Writers’ Groups: They’re not for…


Writers’ Groups

THEY’RE NOT FOR  EVERYBODYANYBODY 

Writer's GroupFor me, writers’ support groups are a lot like poker players’ support groups.  You show up at the door with a warm and fuzzy kumbaya sort of mindset:  We’re all gonna sit down and help each other out.  But then they deal the cards and instantly it’s every man for himself.  Little known fact:  99.999% of writers are basically looking to push their own book, their own short story, and guess what.  You are the competition.  You are the guy to beat.  That’s fair enough, I suppose, but you gotta know that going in.

The first time I showed up at a writers’ group I was completely unaware of the reality of things.  This particular writers’ group was a small but boisterous subset of a much larger Art Group with hundreds of members and, I thought it might be fun…

I’d had some luck with a novel, entitled: Playing on the Black Keys, and had just signed a contract to have my art book, A Passion for Metal, published as well.  In the grand scheme of things, this is not big potatoes, but for a local writers’ group it was big enough.

I was invited to sit in on a meeting and the first night, I decided to just come, listen, learn a bit and basically just observe.  They went around the table, each taking turns reading a scene, or a poem, and then the rest of the members would tear the piece into tiny bloody shreds.  It reminded me of Shark Week on PBS.  They finally got to a nice silver-haired petite woman sitting next to me who had written a haiku about love.

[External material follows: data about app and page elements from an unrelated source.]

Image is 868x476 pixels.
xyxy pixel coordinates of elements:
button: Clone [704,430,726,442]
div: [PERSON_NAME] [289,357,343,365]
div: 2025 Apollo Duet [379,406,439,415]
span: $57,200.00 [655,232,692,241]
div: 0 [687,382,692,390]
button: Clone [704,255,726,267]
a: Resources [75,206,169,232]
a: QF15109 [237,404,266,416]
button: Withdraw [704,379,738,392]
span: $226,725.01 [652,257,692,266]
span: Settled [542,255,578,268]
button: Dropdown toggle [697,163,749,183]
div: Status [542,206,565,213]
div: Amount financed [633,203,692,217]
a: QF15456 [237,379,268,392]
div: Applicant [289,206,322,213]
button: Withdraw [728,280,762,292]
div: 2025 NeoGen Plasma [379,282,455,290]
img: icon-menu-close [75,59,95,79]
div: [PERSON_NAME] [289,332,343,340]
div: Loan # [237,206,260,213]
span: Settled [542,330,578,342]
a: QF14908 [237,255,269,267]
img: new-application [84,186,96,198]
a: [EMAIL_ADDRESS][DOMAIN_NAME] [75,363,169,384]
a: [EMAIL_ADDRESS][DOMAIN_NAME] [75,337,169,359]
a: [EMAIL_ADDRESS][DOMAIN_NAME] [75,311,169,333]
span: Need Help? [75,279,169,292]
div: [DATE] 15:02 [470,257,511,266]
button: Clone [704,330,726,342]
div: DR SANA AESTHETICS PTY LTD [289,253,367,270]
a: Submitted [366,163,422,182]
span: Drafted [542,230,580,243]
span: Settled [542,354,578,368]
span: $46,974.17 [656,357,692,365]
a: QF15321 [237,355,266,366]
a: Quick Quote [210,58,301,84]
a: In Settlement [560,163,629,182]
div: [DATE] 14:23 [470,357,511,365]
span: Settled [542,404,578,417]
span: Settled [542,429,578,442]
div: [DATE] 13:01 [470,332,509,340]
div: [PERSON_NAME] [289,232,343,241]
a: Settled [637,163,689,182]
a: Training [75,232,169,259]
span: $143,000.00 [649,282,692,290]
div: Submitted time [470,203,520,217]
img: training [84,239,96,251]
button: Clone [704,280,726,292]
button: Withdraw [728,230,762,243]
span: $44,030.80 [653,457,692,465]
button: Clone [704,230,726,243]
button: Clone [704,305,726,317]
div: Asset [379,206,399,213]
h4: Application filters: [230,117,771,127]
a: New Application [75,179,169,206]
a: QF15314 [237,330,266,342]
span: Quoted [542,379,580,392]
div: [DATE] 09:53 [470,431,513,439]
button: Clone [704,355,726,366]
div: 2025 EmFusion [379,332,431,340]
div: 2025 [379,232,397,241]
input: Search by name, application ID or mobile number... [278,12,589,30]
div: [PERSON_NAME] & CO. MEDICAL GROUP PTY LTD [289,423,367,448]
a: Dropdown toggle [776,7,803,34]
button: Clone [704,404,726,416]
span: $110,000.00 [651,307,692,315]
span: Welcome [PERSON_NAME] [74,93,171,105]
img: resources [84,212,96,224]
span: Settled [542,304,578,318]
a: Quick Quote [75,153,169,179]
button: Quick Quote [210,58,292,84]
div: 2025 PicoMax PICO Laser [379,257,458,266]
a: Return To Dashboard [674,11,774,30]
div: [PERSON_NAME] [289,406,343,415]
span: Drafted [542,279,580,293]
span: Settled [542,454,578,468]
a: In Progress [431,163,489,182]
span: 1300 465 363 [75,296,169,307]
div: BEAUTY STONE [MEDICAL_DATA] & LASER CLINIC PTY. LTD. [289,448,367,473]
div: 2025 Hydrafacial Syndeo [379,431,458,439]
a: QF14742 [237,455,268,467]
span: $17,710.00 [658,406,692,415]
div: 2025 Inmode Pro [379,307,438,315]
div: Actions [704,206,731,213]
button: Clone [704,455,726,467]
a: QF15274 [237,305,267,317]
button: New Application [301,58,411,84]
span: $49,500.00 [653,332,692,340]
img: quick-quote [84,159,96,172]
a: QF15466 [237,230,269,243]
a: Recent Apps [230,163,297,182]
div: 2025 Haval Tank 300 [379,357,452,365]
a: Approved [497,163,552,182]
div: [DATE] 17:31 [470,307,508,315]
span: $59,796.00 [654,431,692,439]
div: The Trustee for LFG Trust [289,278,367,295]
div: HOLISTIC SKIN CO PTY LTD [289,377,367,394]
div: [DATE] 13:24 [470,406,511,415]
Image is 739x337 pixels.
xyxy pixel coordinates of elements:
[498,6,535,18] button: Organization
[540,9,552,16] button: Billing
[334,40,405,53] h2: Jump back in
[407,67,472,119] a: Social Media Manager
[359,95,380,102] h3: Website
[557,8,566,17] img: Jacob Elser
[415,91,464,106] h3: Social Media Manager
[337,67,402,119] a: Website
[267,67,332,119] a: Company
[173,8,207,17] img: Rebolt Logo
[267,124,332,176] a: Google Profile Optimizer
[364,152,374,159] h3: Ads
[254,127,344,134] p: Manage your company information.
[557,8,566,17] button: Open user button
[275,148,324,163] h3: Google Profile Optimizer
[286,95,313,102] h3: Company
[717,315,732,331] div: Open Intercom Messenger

I think there was a butterfly metaphor in there someplace, but I’m not certain.

Now, I didn’t pay a lot of attention in freshman year English, but I do know that haiku is three lines…seventeen syllables.  The people around the table began tearing it apart, tearing the very syllables apart.  It wasn’t a bad poem.  How bad can three lines be? It was about love being a butterfly for godsakes, and I found myself starting to fume.

The woman took it on the chin and folded up her haiku.  Then, as new kid on the block, who had no intention of ever returning, I told them that this was the nastiest hatchet-job I’d ever heard…they were supposed to help each other.   I told them that even my nasty high-paid New York agent was a whole lot kinder than they were.  I pushed my chair back and walked out…quickly, hoping no one would throw their pencils at me…or worse.

I didn’t even make it to the parking lot.  They had a real quick meeting… all forty-five seconds. The bottom line was: they wanted me to chair the meetings.  They were very flattering and I was exactly what the group needed.  How Zen can you get?  I was stuck, because I’d just made my speech about how writers were supposed to help other writers out.  If I gave them the finger, I’d just be confirming what they thought before.

They wanted to make me president and sit at the head of the table.  I declined.  I didn’t really think a bunch of adults reading poetry needed a president.  I still don’t, but I offered to act as referee for a session or two.  Things got better, but I think it was more like that shark week metaphor.  They’d had their fill and were content just swimming in circles for a while.   To bring the story full-circle, I began getting calls from the sitting president of the big 400+ person art group, asking me to consider running for president of the whole group.

She was and is a very nice personable gal.  We’d always been candid with each other in the past and I saw no reason to change that.  I told her that I’d had my fill of chairing groups…big-time, and now I just wanted to sit back, throw spit balls, like everyone else and have a little fun.  She insisted that I come to a meeting of the secret inner echelon of the movers and shakers of the art group.  Long story short, I seriously didn’t want to run the show and I thanked them profusely for thinking of me.

Well…human nature being what it is, at the next writers’ meeting, I showed up for the usual round-the-room readings.  Because there were some new members, I let someone else take my spot and said that if there was some time at the end, I’d read the new chapter.  At the very end, I stood up, cleared my throat in expectation of reading, and got ambushed.  What was truly weird was, I hadn’t even had time to get a sentence out, before the attack took place.  I stopped…made note of that fact and wished them well.  I found out later that after I’d left, two factions in the tiny group went to war.  Two weeks later, the writers’ group was no more.

About six months later, I was invited to join…another writer’s group in a town about half an hour from the first group.  Pamela gave me a pep talk.  She knows I don’t like being called a quitter…or worse, a chicken, so away we went.  This one was run by a literary agent, and I use the term really loosely.  But she ruled with an iron hand.  There was apparently only ONE way to write a book.  Out of curiosity, I googled the gal and ran into a wasp’s nest so bad that several people had created entire websites to warn others about the damage she was doing.

The moral to this story is:  making contacts is fine, it’s GREAT and swapping business cards and such has its merits, too.  Writers’ groups?  Ford doesn’t send its Mustangs over to Chevy to have them critiqued.  America doesn’t ask the Soviet Union for advice regarding ICBMs and…well you get the gist.